_Problem statement_:
Would you transcribe only the lines from the one holding "Describe the element at coordinates (1104, 28)" through the end of the material, exactly, without any pictures?

_Listed records_:
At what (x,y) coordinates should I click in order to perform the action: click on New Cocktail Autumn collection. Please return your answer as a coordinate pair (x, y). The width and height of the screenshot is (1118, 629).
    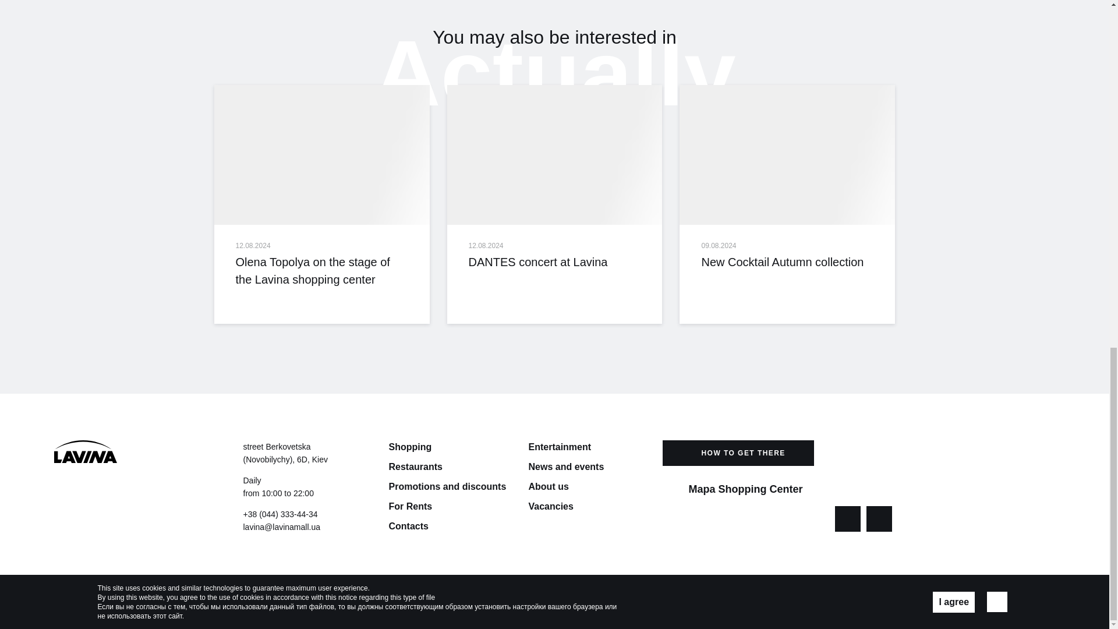
    Looking at the image, I should click on (787, 154).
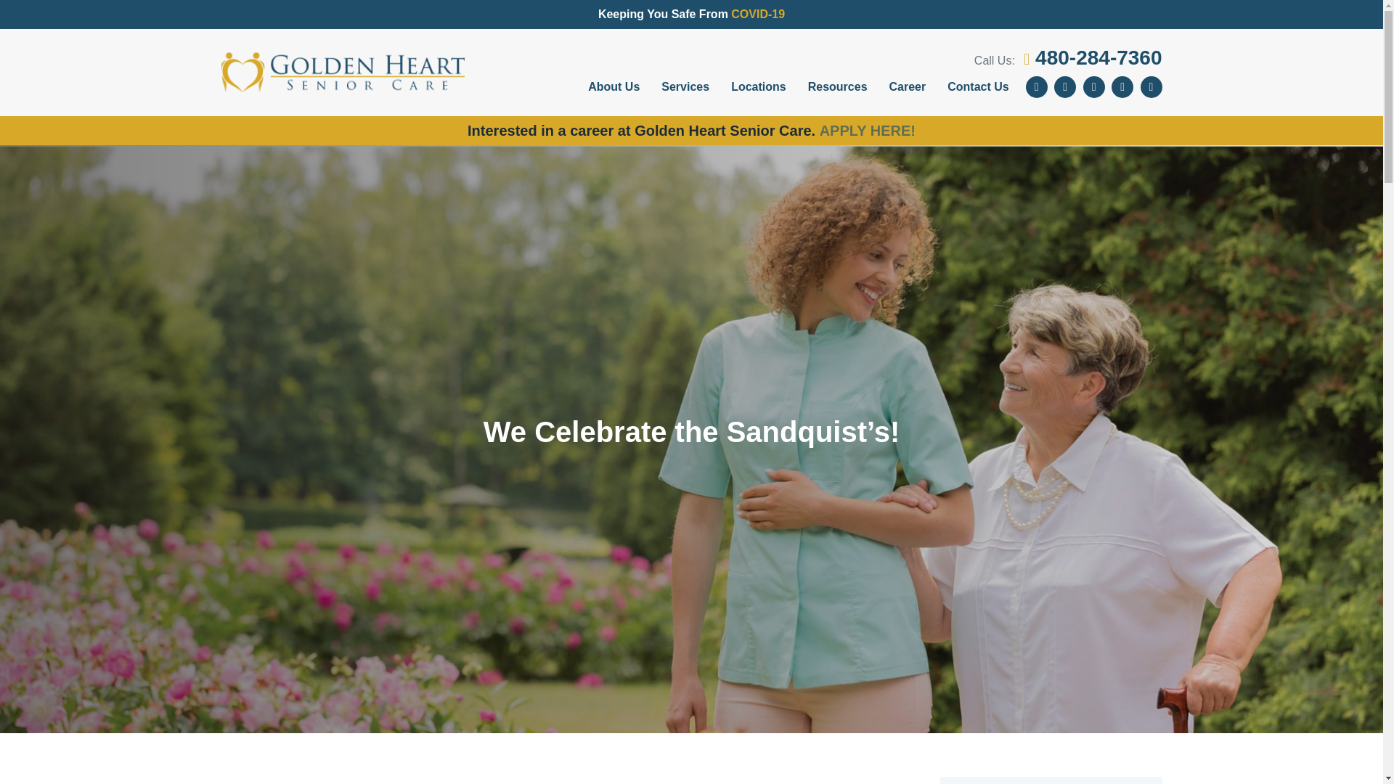 This screenshot has width=1394, height=784. Describe the element at coordinates (867, 131) in the screenshot. I see `APPLY HERE!` at that location.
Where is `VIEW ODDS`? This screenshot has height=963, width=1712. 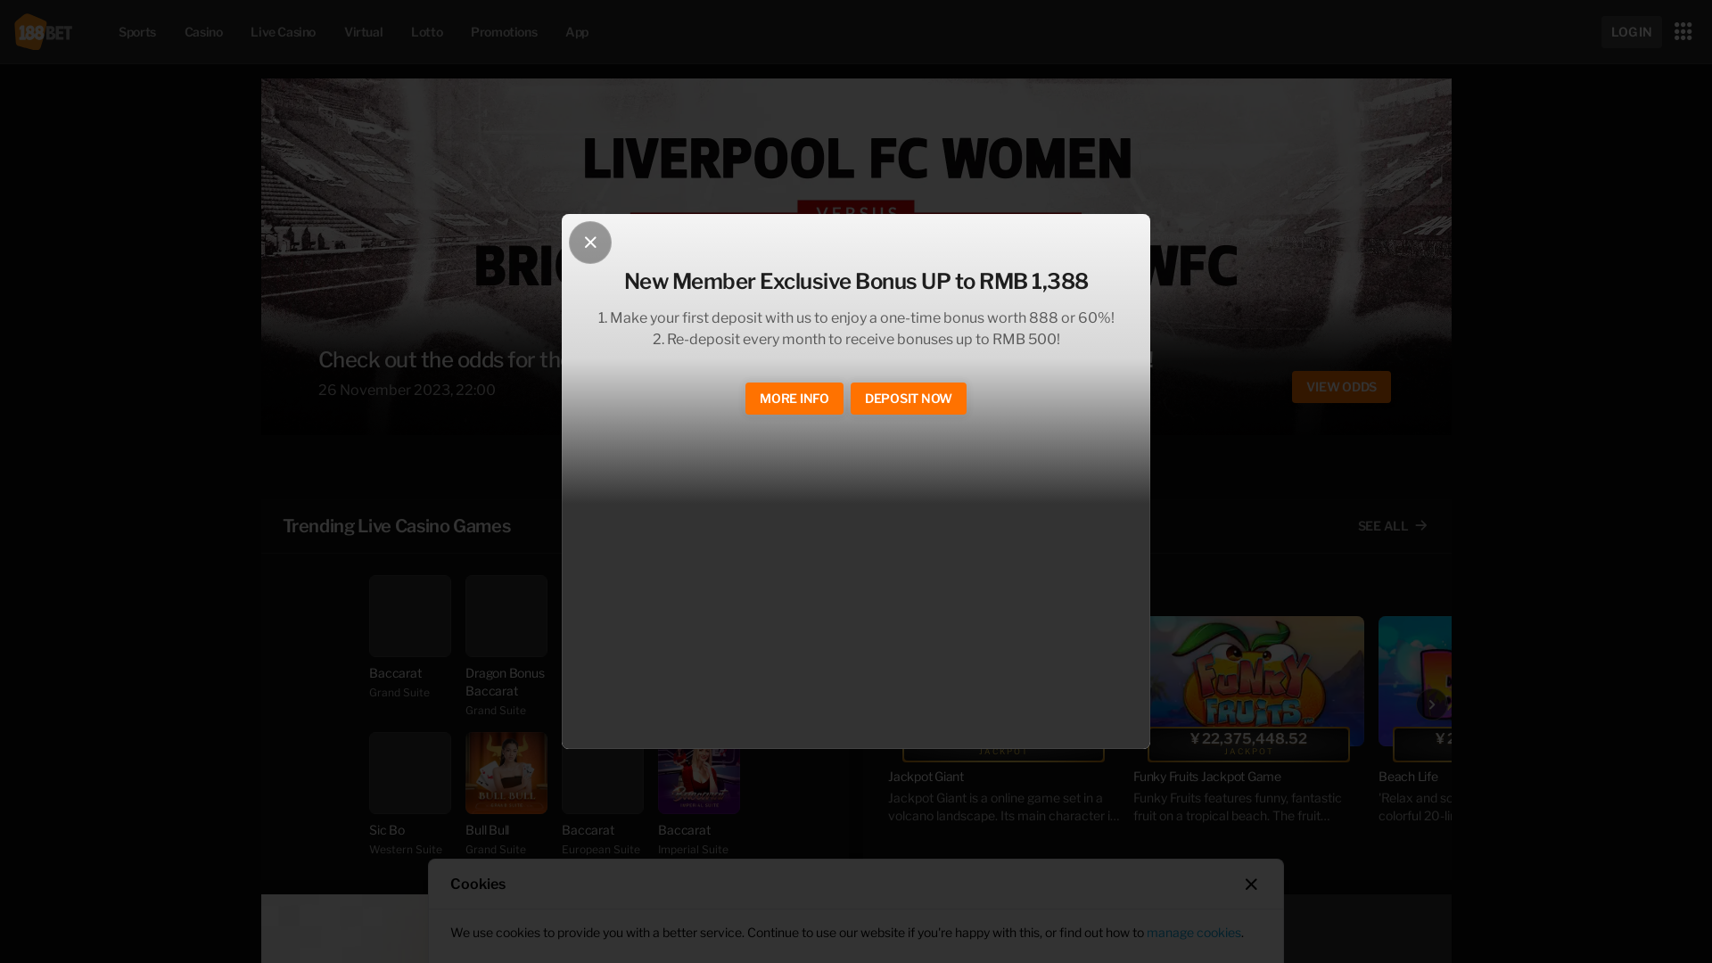
VIEW ODDS is located at coordinates (1341, 387).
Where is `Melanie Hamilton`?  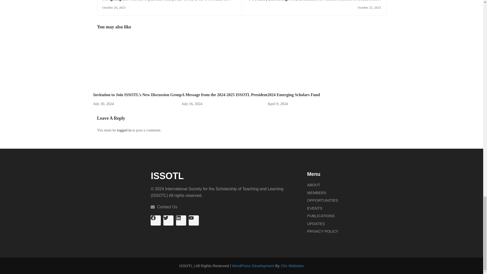 Melanie Hamilton is located at coordinates (220, 64).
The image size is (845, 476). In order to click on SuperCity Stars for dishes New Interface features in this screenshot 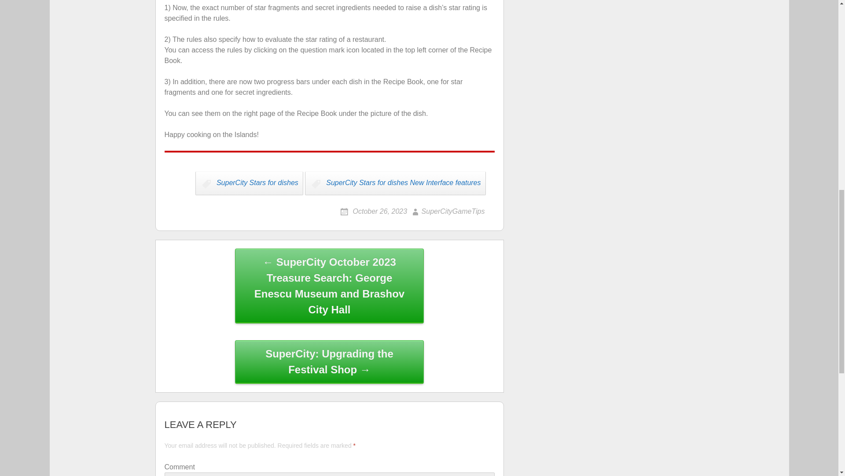, I will do `click(395, 183)`.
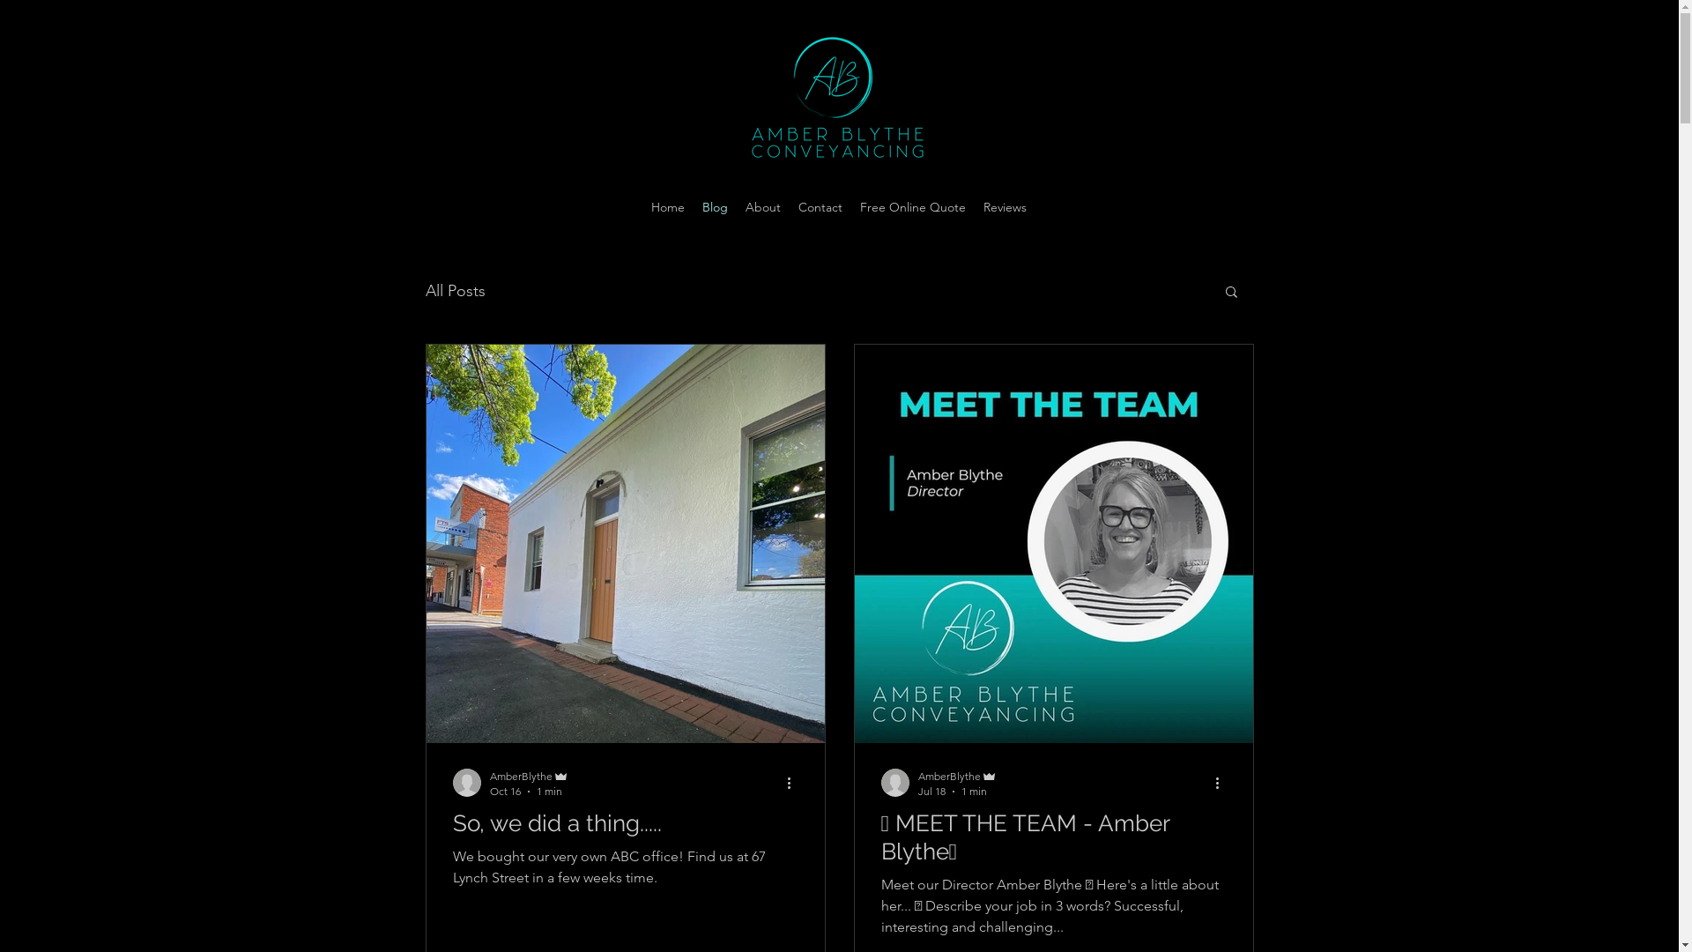  I want to click on Embedded Content, so click(850, 234).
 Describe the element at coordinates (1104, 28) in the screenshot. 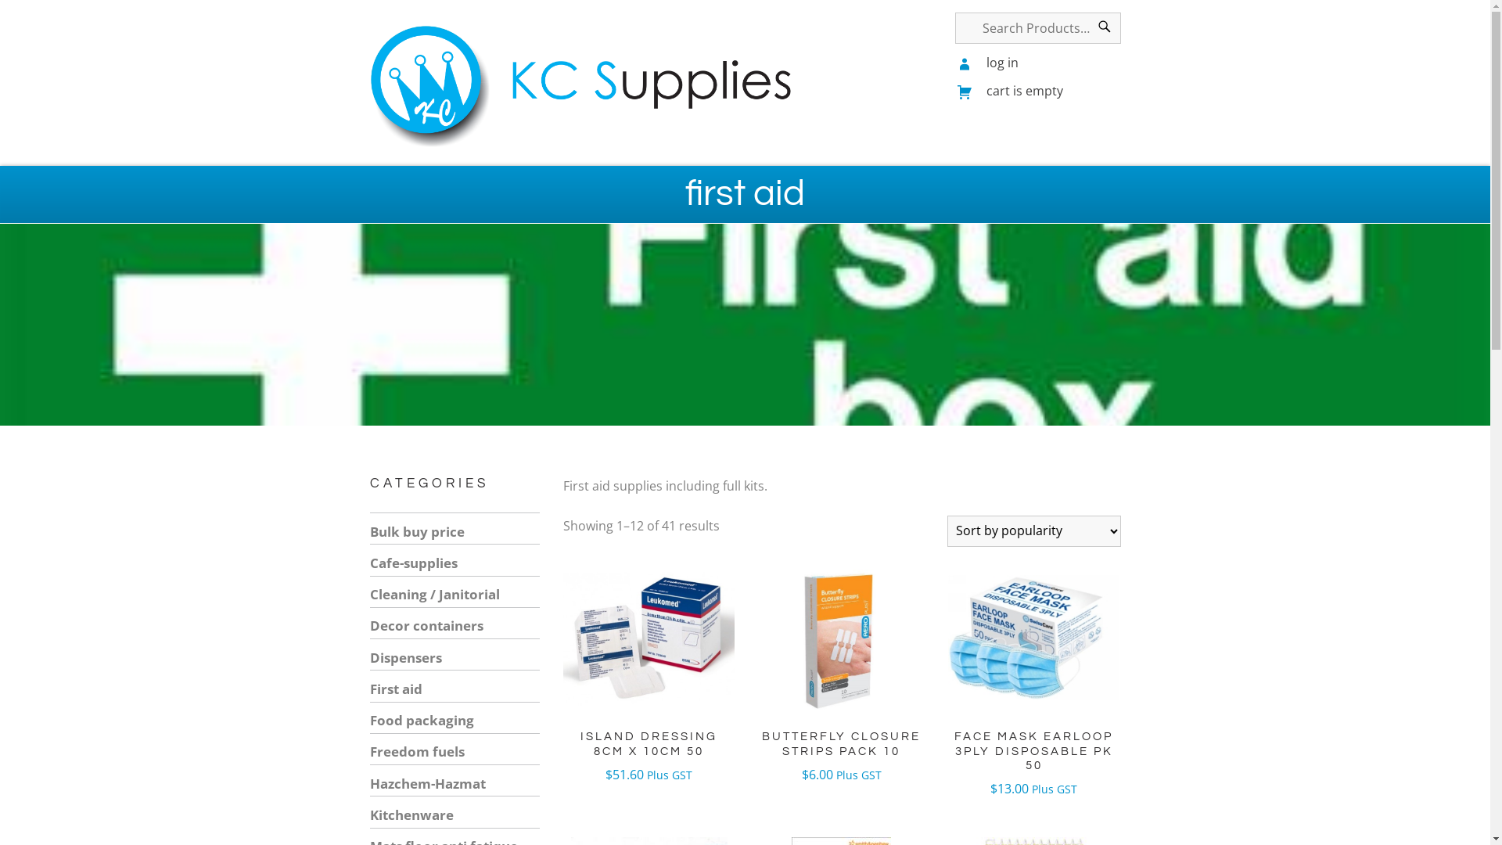

I see `Search` at that location.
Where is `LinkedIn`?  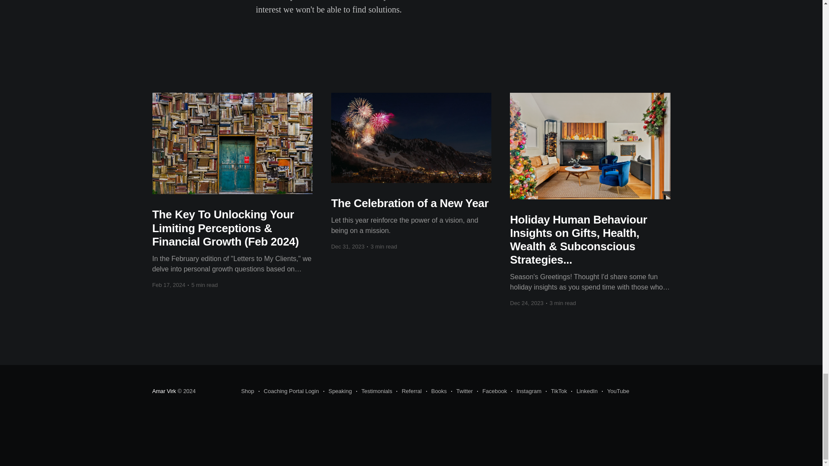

_Result for this task_:
 Describe the element at coordinates (1104, 28) in the screenshot. 

I see `Search` at that location.
Where is `LinkedIn`?  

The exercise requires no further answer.